Even at the height of Egypt’s experiment with liberalism from 1923 to 1952, a Copt could never escape his Coptic identity, nor, paradoxically, bring it to the public square. Under Egypt’s military rulers the Copts’ plight only worsened.
Despite proclamations of equality by the state, a Copt has never been an equal Egyptian citizen in the eyes of the law. Egyptian laws are, in fact, designed to remind him of his second-class nature.
For him, building a church remains a herculean task. He must follow Islamic inheritance laws, and cannot adopt children. Egypt’s blasphemy laws almost exclusively target him.
Legally, he is not barred from being appointed to any position. But functionally, this is the reality. The exclusion of Copts from important government positions is pervasive: The current government has only one Coptic minister, and not a single Copt serves as a governor, university president, or university dean. An unofficial one percent quota for Copts is maintained in the military, police, judiciary, and foreign service, while no single Copt is allowed in the state security or intelligence services.

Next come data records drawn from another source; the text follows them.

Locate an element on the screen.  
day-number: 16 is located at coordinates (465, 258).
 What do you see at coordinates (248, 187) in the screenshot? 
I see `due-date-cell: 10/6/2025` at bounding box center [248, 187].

Even his history is not immune to discrimination, with Coptic history and the contributions of Copts to Egypt through the centuries excluded from the country’s textbooks.
“A society that treats a segment of its population as less than fully equal is also [a] society that produces violence and terrorism against it.”
But the state’s discrimination, the Islamists’ incitement and violent attacks, and the state’s failure to protect them, along with its practice of forcing them into reconciliation sessions after every attack instead of applying the law and punishing the aggressor, are not what make the lives of Copts unbearable. Rather, it’s the bigotry they encounter from many of their fellow citizens. Copts necessarily know much about Islam through the education system, media, and their neighbors. The same cannot be said of most Egyptian Muslims and their knowledge of the Copts. The exclusion of Copts and their identity from the public square has made them alien creatures onto which wild fantasies are projected...
What does the future hold for Egypt’s Copts? Could a community that has endured for 2,000 years actually become extinct? Throughout the Middle East, the answer seems to be yes. Geography, long the ally of ethnic and religious minorities in the region, offers little protection in the face of modern weapons and totalitarian organizations. The Islamic State’s reign of horrors has not only sought to annihilate these communities, but the very physical evidence of their historical presence.
But if modernity has been unkind to these minorities, it has also offered them an alternative: emigration. More than a million Copts now live in the West, where their ancient church is flourishing. Today, there are over 600 Coptic churches around the world. In 1971, there were two Coptic churches in the United States; today, there are 235...
Decline and survival, decay and endurance, have been the twin faces of Coptic Christianity under the rule of Islam. Today these two go hand in hand, separated only by geography. Despite the persecution millions of Copts face, there is no place in the West for eight million more. But the better educated, the ones who speak English and possess the skills to succeed beyond Egypt, will leave. Their poorer brethren left behind will stay. Egypt’s Copts will continue to decline. But in the lands of emigration they are writing a new chapter of revival.